Let me begin by congratulating you graduates and thanking those who have supported you throughout your years on the Hilltop parents, spouses, partners, friends and family.
I will also take this occasion to acknowledge and thank our staff and faculty who are the lifeblood of this Jesuit University. Most recently a student wrote about one of you:
“I had been exposed to many different professors, including several of international fame but never to a professor of this caliber. His enthusiasm for the subject and devotion to the many students in his class were striking.”
This tribute is not uncommon and could be written about many of you on this platform.
I generally look for a good story for my closing comments at commencement.
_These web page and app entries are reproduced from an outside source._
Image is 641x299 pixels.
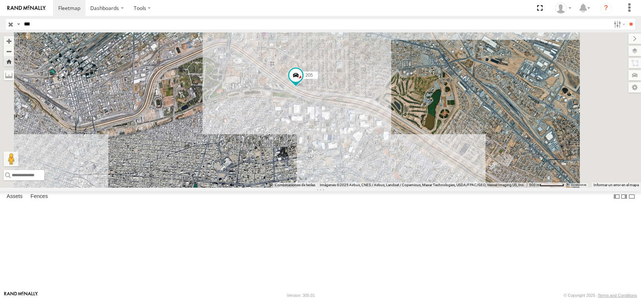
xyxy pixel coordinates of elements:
[628,191,636,202] label: Hide Summary Table
[27,192,52,202] label: Fences
[611,19,627,29] label: Search Filter Options
[571,183,587,186] a: Condiciones
[600,2,612,14] i: ?
[4,46,14,56] button: Zoom out
[15,19,21,29] label: Search Query
[613,191,621,202] label: Dock Summary Table to the Left
[527,182,566,188] button: Escala del mapa: 500 m por 62 píxeles
[4,56,14,66] button: Zoom Home
[594,183,639,187] a: Informar un error en el mapa
[7,6,46,11] img: rand-logo.svg
[3,192,26,202] label: Assets
[275,182,315,188] button: Combinaciones de teclas
[4,292,38,299] a: Visit our Website
[306,73,313,78] span: 205
[553,3,574,14] div: Omar Miranda
[629,82,641,93] label: Map Settings
[287,293,315,297] div: Version: 305.01
[4,70,14,80] label: Measure
[320,183,525,187] span: Imágenes ©2025 Airbus, CNES / Airbus, Landsat / Copernicus, Maxar Technologies, USDA/FPAC/GEO, Ve...
[4,151,18,166] button: Arrastra el hombrecito naranja al mapa para abrir Street View
[4,36,14,46] button: Zoom in
[621,191,628,202] label: Dock Summary Table to the Right
[564,293,637,297] div: © Copyright 2025 -
[529,183,540,187] span: 500 m
[598,293,637,297] a: Terms and Conditions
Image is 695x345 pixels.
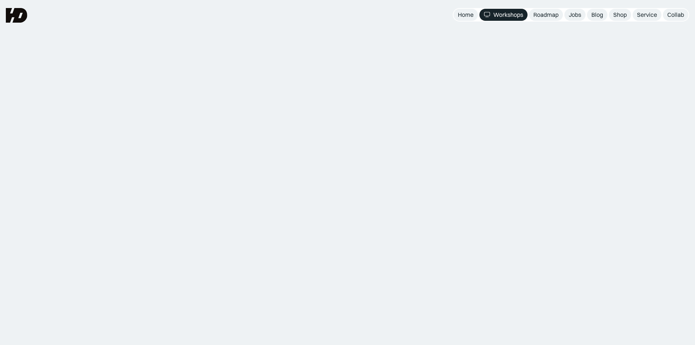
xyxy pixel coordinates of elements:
div: Roadmap [534,11,559,19]
div: Workshops [494,11,524,19]
div: Jobs [569,11,582,19]
div: Shop [614,11,627,19]
a: Jobs [565,9,586,21]
div: Home [458,11,474,19]
a: Workshops [480,9,528,21]
div: Blog [592,11,603,19]
a: Service [633,9,662,21]
a: Collab [663,9,689,21]
a: Shop [609,9,632,21]
a: Home [454,9,478,21]
a: Blog [587,9,608,21]
div: Collab [668,11,685,19]
div: Service [637,11,657,19]
a: Roadmap [529,9,563,21]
This year Dean Alan Jones of Grace Cathedral introduced me to the farmer, philosopher and poet Wendell Berry, who in his poem “The Mad Farmer Liberation Front” says what I would want to say to you in words more eloquent than mine:
The poem’s first lines parrot the pervasive message peddled by the media:
Love the quick profit, the annual raise,
vacation with pay. Want more
of everything ready-made. Be afraid
to know your neighbors and to die.
And you will have a window in your head.
Not even your future will be a mystery
any more. Your mind will be punched in a card
and shut away in a little drawer.
When they want you to buy something
they will call you. When they want you
to die for profit, they will let you know.
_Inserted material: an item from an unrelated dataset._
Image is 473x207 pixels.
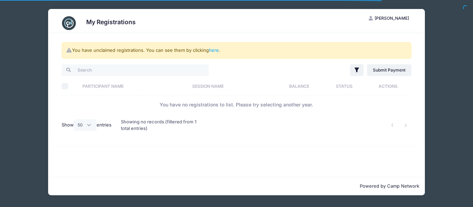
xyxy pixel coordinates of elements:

The next stanza suggests an appropriate response to our consumer culture:
So, friends, every day do something
that won’t compute. Love the Lord.
Love the world. Work for nothing.
Take all that you have and be poor.
Love someone who does not deserve it.
Denounce the government and embrace
the flag. Hope to live in that free
republic for which it stands.
Give your approval to all you cannot
understand. Praise ignorance, for what man
has not encountered he has not destroyed.
Next, the poem urges the rejection of cheap, short-term answers in order to exercise our God-given responsibility for this world which we hold in trust for future generations:
Ask the questions that have no answers.
Invest in the millennium. Plant Sequoias.
Say that your main crop is the forest
that you did not plant,
that you will not live to harvest.
Say that leaves are harvested
when they have rotted into the mold.
Call that profit. Prophesy such returns.
In the final lines, the poet offers his recipe for a purposeful, satisfying and fully human life.
.......................Be joyful
though you have considered all the facts.
So long as women do not go cheap
for power, please women more than men.
Ask yourself: Will this satisfy
a woman satisfied to bear a child?
Will this disturb the sleep
of a woman near to giving birth?
As soon as the generals and the politicos
can predict the motions of your mind,
lose it. Leave it as a sign
to mark the false trail, the way
you didn’t go. Be like the fox
who makes more tracks than necessary,
some in the wrong direction.
Practice resurrection.
In the post-USF leg of your journey, avoid the “false trail” so clearly traced out for you by popular culture; take the less-traveled one and, as the poet said, that will make all the difference for you and for our world. Practice resurrection.